There are conclusive, peer-reviewed studies that show that ungulates, if fed organic hemp, well...it reveals that their poop don't stink. And we can wear their skins for clothing as well.

Unknown said...

It should be noted that in Hanalei 50% of the pollutants enter the river "above" habitation. Think about it!

Anonymous said...

The other 50% comes from vacation rentals. I'll take pigs over tourists any day.

Anonymous said...

@5:15 PM - And just how many vacation rentals are on the Hanalei River? None! Go back to bed, bozo.

Anonymous said...

What, you don't think anything in Hanalei town washes into the river? Wake up.

Anonymous said...

So 9:12 AM, since everything in Hanalei Town washes into the river as you claim, why did you before that blame solely vacation rentals that aren't even on the river as you indicated? Sounds like brainlessness to me. You must be an "Anti" with that logic. Surprised you're not blaming GMO's for the pollution in the Hanalei river.

Chuck Lasker said...

Alan Gottlieb - The Hyatt joined in the anti-dairy fear-mongering campaign simply to distract the antis from themselves. The dairy could have 10 times the cows and still be less polluting than the Hyatt.
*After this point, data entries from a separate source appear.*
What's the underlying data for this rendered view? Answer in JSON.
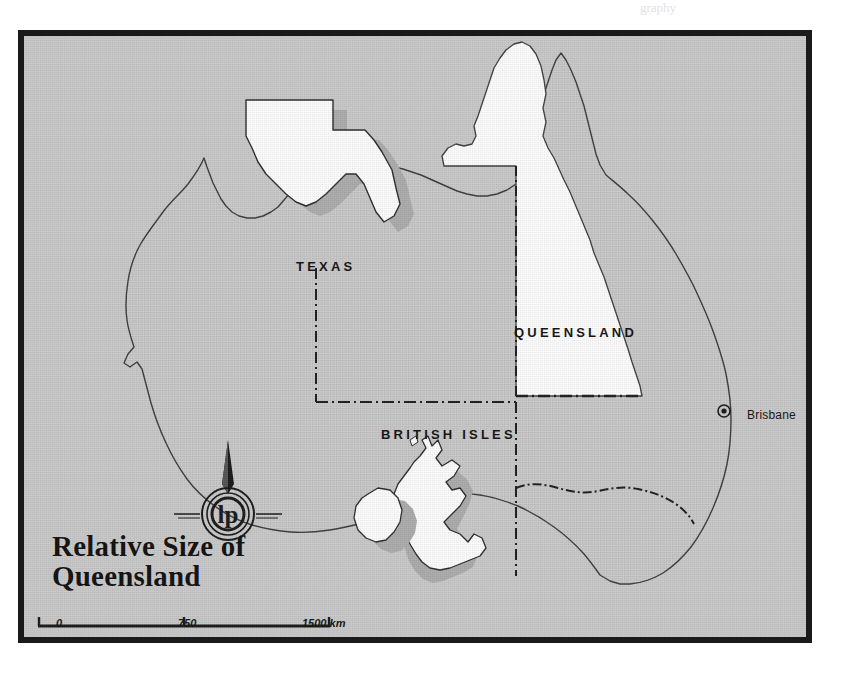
{
  "figure": {
    "title_line1": "Relative Size of",
    "title_line2": "Queensland",
    "frame_color": "#1a1a1a",
    "background_color": "#c8c8c8",
    "land_fill_color": "#c8c8c8",
    "overlay_fill_color": "#fbfbfb",
    "shadow_color": "#a8a8a8",
    "outline_color": "#3a3a3a"
  },
  "regions": [
    {
      "name": "TEXAS",
      "label": "TEXAS"
    },
    {
      "name": "QUEENSLAND",
      "label": "QUEENSLAND"
    },
    {
      "name": "BRITISH ISLES",
      "label": "BRITISH ISLES"
    }
  ],
  "labels": {
    "texas": "TEXAS",
    "queensland": "QUEENSLAND",
    "british_isles": "BRITISH ISLES"
  },
  "cities": [
    {
      "name": "Brisbane",
      "label": "Brisbane",
      "marker": "circled-dot"
    }
  ],
  "scale_bar": {
    "unit": "km",
    "ticks": [
      "0",
      "750",
      "1500 km"
    ],
    "tick_values": [
      0,
      750,
      1500
    ]
  },
  "compass": {
    "type": "north-arrow",
    "logo_text": "lp"
  },
  "page_bleed": [
    {
      "text": "graphy",
      "left": 640,
      "top": 2
    }
  ]
}
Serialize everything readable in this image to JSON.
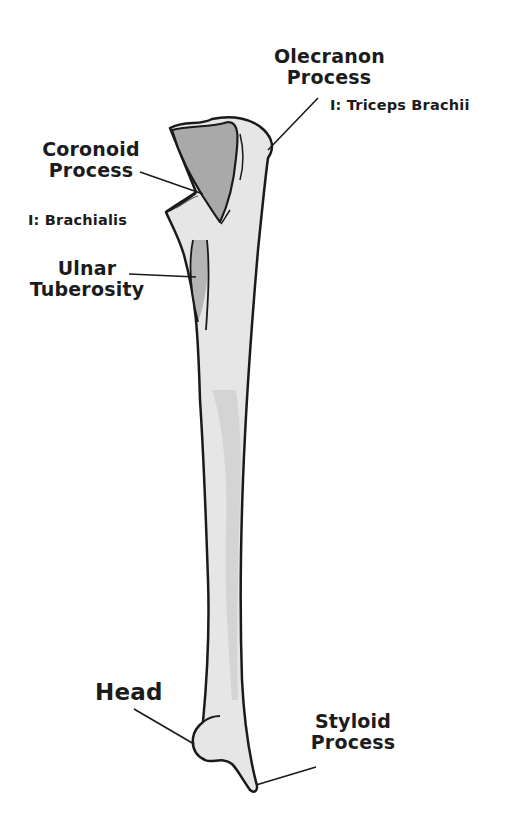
{
  "diagram": {
    "subject": "Ulna",
    "colors": {
      "outline": "#1a1a1a",
      "bone_fill": "#e6e6e6",
      "shade_fill": "#a9a9a9",
      "background": "#ffffff",
      "text": "#1c1c1c"
    },
    "labels": {
      "olecranon": {
        "line1": "Olecranon",
        "line2": "Process",
        "insertion": "I: Triceps Brachii"
      },
      "coronoid": {
        "line1": "Coronoid",
        "line2": "Process",
        "insertion": "I: Brachialis"
      },
      "ulnar_tuberosity": {
        "line1": "Ulnar",
        "line2": "Tuberosity"
      },
      "head": {
        "line1": "Head"
      },
      "styloid": {
        "line1": "Styloid",
        "line2": "Process"
      }
    }
  }
}
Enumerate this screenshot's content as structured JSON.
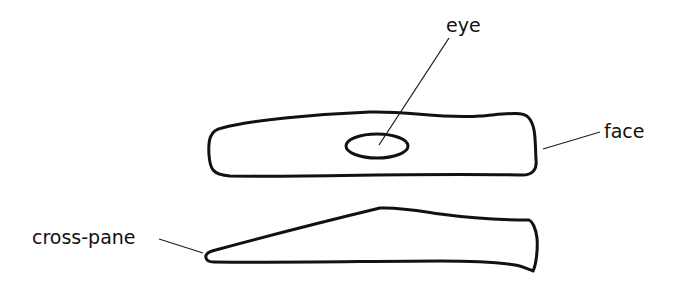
{
  "diagram": {
    "title": "",
    "components": [
      {
        "id": "top-view",
        "description": "hammer head top view with eye"
      },
      {
        "id": "side-view",
        "description": "hammer head side view tapering to cross-pane"
      }
    ],
    "labels": {
      "eye": "eye",
      "face": "face",
      "cross_pane": "cross-pane"
    },
    "colors": {
      "stroke": "#111111",
      "background": "#ffffff"
    }
  }
}
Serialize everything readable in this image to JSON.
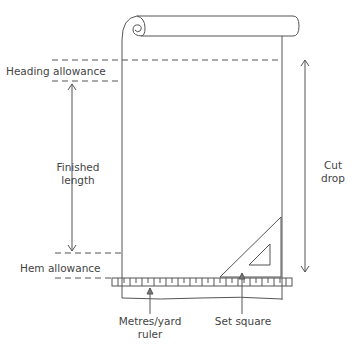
{
  "diagram": {
    "labels": {
      "heading_allowance": "Heading allowance",
      "finished_length_line1": "Finished",
      "finished_length_line2": "length",
      "hem_allowance": "Hem allowance",
      "cut_drop_line1": "Cut",
      "cut_drop_line2": "drop",
      "ruler_line1": "Metres/yard",
      "ruler_line2": "ruler",
      "set_square": "Set square"
    },
    "colors": {
      "line": "#555555",
      "text": "#444444",
      "background": "#ffffff"
    }
  }
}
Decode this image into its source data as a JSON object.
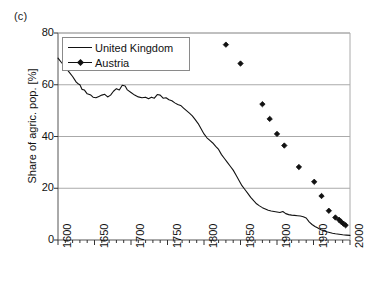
{
  "panel": {
    "label": "(c)"
  },
  "legend": {
    "position": "top-left-inside",
    "entries": [
      {
        "label": "United Kingdom",
        "style": "line",
        "color": "#111111"
      },
      {
        "label": "Austria",
        "style": "marker-line",
        "color": "#111111"
      }
    ]
  },
  "axes": {
    "y_title": "Share of agric. pop. [%]",
    "y_ticks": [
      "0",
      "20",
      "40",
      "60",
      "80"
    ],
    "x_ticks": [
      "1600",
      "1650",
      "1700",
      "1750",
      "1800",
      "1850",
      "1900",
      "1950",
      "2000"
    ],
    "x_title": ""
  },
  "chart_data": {
    "type": "line",
    "title": "",
    "subtitle": "",
    "xlabel": "",
    "ylabel": "Share of agric. pop. [%]",
    "xlim": [
      1600,
      2000
    ],
    "ylim": [
      0,
      80
    ],
    "yticks": [
      0,
      20,
      40,
      60,
      80
    ],
    "xticks": [
      1600,
      1650,
      1700,
      1750,
      1800,
      1850,
      1900,
      1950,
      2000
    ],
    "x_minor_tick_step": 10,
    "grid": "horizontal",
    "grid_color": "#aaaaaa",
    "legend_position": "upper left (inside axes)",
    "panel_label": "(c)",
    "series": [
      {
        "name": "United Kingdom",
        "type": "line",
        "color": "#111111",
        "marker": "none",
        "points": [
          [
            1600,
            70.3
          ],
          [
            1605,
            68.5
          ],
          [
            1610,
            66.8
          ],
          [
            1615,
            65.0
          ],
          [
            1620,
            63.2
          ],
          [
            1625,
            61.0
          ],
          [
            1628,
            60.3
          ],
          [
            1630,
            60.0
          ],
          [
            1633,
            58.2
          ],
          [
            1636,
            58.0
          ],
          [
            1640,
            56.5
          ],
          [
            1645,
            56.0
          ],
          [
            1648,
            55.2
          ],
          [
            1652,
            55.0
          ],
          [
            1656,
            55.5
          ],
          [
            1660,
            56.0
          ],
          [
            1664,
            56.3
          ],
          [
            1668,
            55.3
          ],
          [
            1672,
            56.0
          ],
          [
            1676,
            57.5
          ],
          [
            1680,
            58.5
          ],
          [
            1684,
            58.0
          ],
          [
            1688,
            59.8
          ],
          [
            1692,
            59.5
          ],
          [
            1695,
            58.0
          ],
          [
            1700,
            57.0
          ],
          [
            1705,
            56.0
          ],
          [
            1710,
            55.3
          ],
          [
            1715,
            55.0
          ],
          [
            1720,
            55.2
          ],
          [
            1724,
            54.6
          ],
          [
            1728,
            55.2
          ],
          [
            1732,
            54.8
          ],
          [
            1736,
            56.2
          ],
          [
            1740,
            56.0
          ],
          [
            1744,
            54.8
          ],
          [
            1748,
            55.0
          ],
          [
            1752,
            54.2
          ],
          [
            1756,
            53.8
          ],
          [
            1760,
            53.0
          ],
          [
            1764,
            52.4
          ],
          [
            1768,
            52.0
          ],
          [
            1772,
            51.0
          ],
          [
            1776,
            50.0
          ],
          [
            1780,
            49.0
          ],
          [
            1784,
            48.0
          ],
          [
            1788,
            46.5
          ],
          [
            1792,
            45.0
          ],
          [
            1796,
            43.0
          ],
          [
            1800,
            41.0
          ],
          [
            1804,
            39.5
          ],
          [
            1808,
            38.5
          ],
          [
            1812,
            37.5
          ],
          [
            1816,
            36.2
          ],
          [
            1820,
            35.0
          ],
          [
            1824,
            33.0
          ],
          [
            1828,
            31.5
          ],
          [
            1832,
            30.0
          ],
          [
            1836,
            28.5
          ],
          [
            1840,
            27.0
          ],
          [
            1844,
            25.0
          ],
          [
            1848,
            23.0
          ],
          [
            1852,
            21.0
          ],
          [
            1856,
            19.5
          ],
          [
            1860,
            18.0
          ],
          [
            1864,
            16.5
          ],
          [
            1868,
            15.2
          ],
          [
            1872,
            14.0
          ],
          [
            1876,
            13.2
          ],
          [
            1880,
            12.5
          ],
          [
            1884,
            12.0
          ],
          [
            1888,
            11.5
          ],
          [
            1892,
            11.2
          ],
          [
            1896,
            11.0
          ],
          [
            1900,
            10.8
          ],
          [
            1904,
            10.6
          ],
          [
            1908,
            11.0
          ],
          [
            1912,
            10.2
          ],
          [
            1916,
            9.8
          ],
          [
            1920,
            9.6
          ],
          [
            1924,
            9.5
          ],
          [
            1928,
            9.4
          ],
          [
            1932,
            9.3
          ],
          [
            1936,
            9.0
          ],
          [
            1940,
            8.5
          ],
          [
            1944,
            7.0
          ],
          [
            1948,
            6.0
          ],
          [
            1952,
            5.2
          ],
          [
            1956,
            4.6
          ],
          [
            1960,
            4.0
          ],
          [
            1964,
            3.6
          ],
          [
            1968,
            3.2
          ],
          [
            1972,
            2.9
          ],
          [
            1976,
            2.6
          ],
          [
            1980,
            2.4
          ],
          [
            1985,
            2.2
          ],
          [
            1990,
            2.0
          ],
          [
            1995,
            1.9
          ],
          [
            2000,
            1.8
          ]
        ]
      },
      {
        "name": "Austria",
        "type": "scatter",
        "color": "#111111",
        "marker": "diamond",
        "points": [
          [
            1830,
            75.5
          ],
          [
            1850,
            68.2
          ],
          [
            1880,
            52.5
          ],
          [
            1890,
            46.8
          ],
          [
            1900,
            41.0
          ],
          [
            1910,
            36.5
          ],
          [
            1930,
            28.2
          ],
          [
            1951,
            22.5
          ],
          [
            1961,
            17.0
          ],
          [
            1971,
            11.3
          ],
          [
            1980,
            8.7
          ],
          [
            1985,
            7.8
          ],
          [
            1988,
            7.0
          ],
          [
            1991,
            6.3
          ],
          [
            1994,
            5.7
          ]
        ]
      }
    ]
  }
}
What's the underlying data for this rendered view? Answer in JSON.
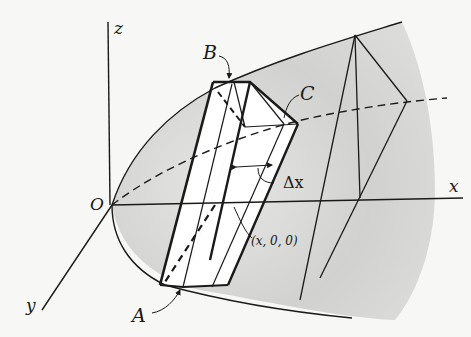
{
  "figure": {
    "colors": {
      "background": "#f7f7f5",
      "shade": "#cfcfcf",
      "line": "#1a1a1a"
    }
  },
  "labels": {
    "z": "z",
    "x": "x",
    "y": "y",
    "origin": "O",
    "B": "B",
    "C": "C",
    "A": "A",
    "delta_x": "Δx",
    "point": "(x, 0, 0)"
  }
}
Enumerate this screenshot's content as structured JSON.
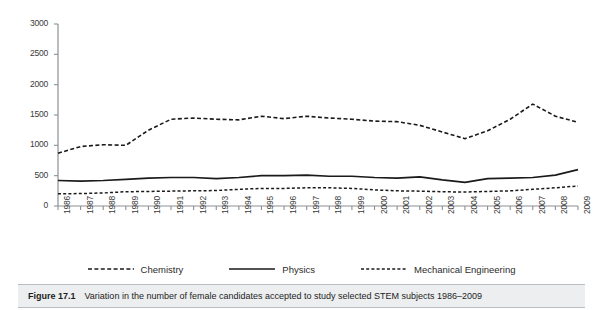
{
  "figure": {
    "caption_label": "Figure 17.1",
    "caption_text": "Variation in the number of female candidates accepted to study selected STEM subjects 1986–2009"
  },
  "legend": {
    "position": "bottom-center",
    "items": [
      {
        "label": "Chemistry",
        "style": "dashed",
        "color": "#1a1a1a"
      },
      {
        "label": "Physics",
        "style": "solid",
        "color": "#1a1a1a"
      },
      {
        "label": "Mechanical Engineering",
        "style": "dotted",
        "color": "#1a1a1a"
      }
    ]
  },
  "axes": {
    "y_ticks": [
      "0",
      "500",
      "1000",
      "1500",
      "2000",
      "2500",
      "3000"
    ],
    "x_ticks": [
      "1986",
      "1987",
      "1988",
      "1989",
      "1990",
      "1991",
      "1992",
      "1993",
      "1994",
      "1995",
      "1996",
      "1997",
      "1998",
      "1999",
      "2000",
      "2001",
      "2002",
      "2003",
      "2004",
      "2005",
      "2006",
      "2007",
      "2008",
      "2009"
    ]
  },
  "chart_data": {
    "type": "line",
    "title": "Variation in the number of female candidates accepted to study selected STEM subjects 1986–2009",
    "xlabel": "",
    "ylabel": "",
    "ylim": [
      0,
      3000
    ],
    "ytick_step": 500,
    "grid": false,
    "legend_position": "bottom-center",
    "x": [
      "1986",
      "1987",
      "1988",
      "1989",
      "1990",
      "1991",
      "1992",
      "1993",
      "1994",
      "1995",
      "1996",
      "1997",
      "1998",
      "1999",
      "2000",
      "2001",
      "2002",
      "2003",
      "2004",
      "2005",
      "2006",
      "2007",
      "2008",
      "2009"
    ],
    "series": [
      {
        "name": "Chemistry",
        "style": "dashed",
        "color": "#1a1a1a",
        "values": [
          870,
          980,
          1010,
          1000,
          1250,
          1430,
          1450,
          1430,
          1420,
          1480,
          1440,
          1480,
          1450,
          1430,
          1400,
          1390,
          1330,
          1220,
          1110,
          1240,
          1430,
          1680,
          1480,
          1380
        ]
      },
      {
        "name": "Physics",
        "style": "solid",
        "color": "#1a1a1a",
        "values": [
          420,
          410,
          420,
          440,
          460,
          470,
          470,
          450,
          470,
          500,
          500,
          510,
          490,
          490,
          470,
          460,
          480,
          430,
          390,
          450,
          460,
          470,
          510,
          600
        ]
      },
      {
        "name": "Mechanical Engineering",
        "style": "dotted",
        "color": "#1a1a1a",
        "values": [
          200,
          205,
          215,
          235,
          240,
          245,
          250,
          255,
          275,
          290,
          290,
          300,
          300,
          290,
          265,
          250,
          245,
          235,
          230,
          240,
          250,
          275,
          300,
          330
        ]
      }
    ]
  }
}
It's the same reason Hawaii Life got behind the anti-GMO fear-mongering, to distract the antis from their massive push for more mansions (especially ag-exempted fake farms with mansions).

The reason the anti-dairy folks sound the same as the anti-GMO folks is they are the same folks. They're anti anything that will give them an excuse to be angry, to have free concerts, to convince themselves they're "saving the world" or at least "malamaing the aina." They scramble all over each other to be the most vocal, the most noticed of the antis, screaming, "look at me, I'm doing things not for myself, look, look at me being selfless! LOOK... AT... ME!"

Anonymous said...

Bad for marketing if the Hyatt loses. Will they tell their guests what they say in the lawsuit?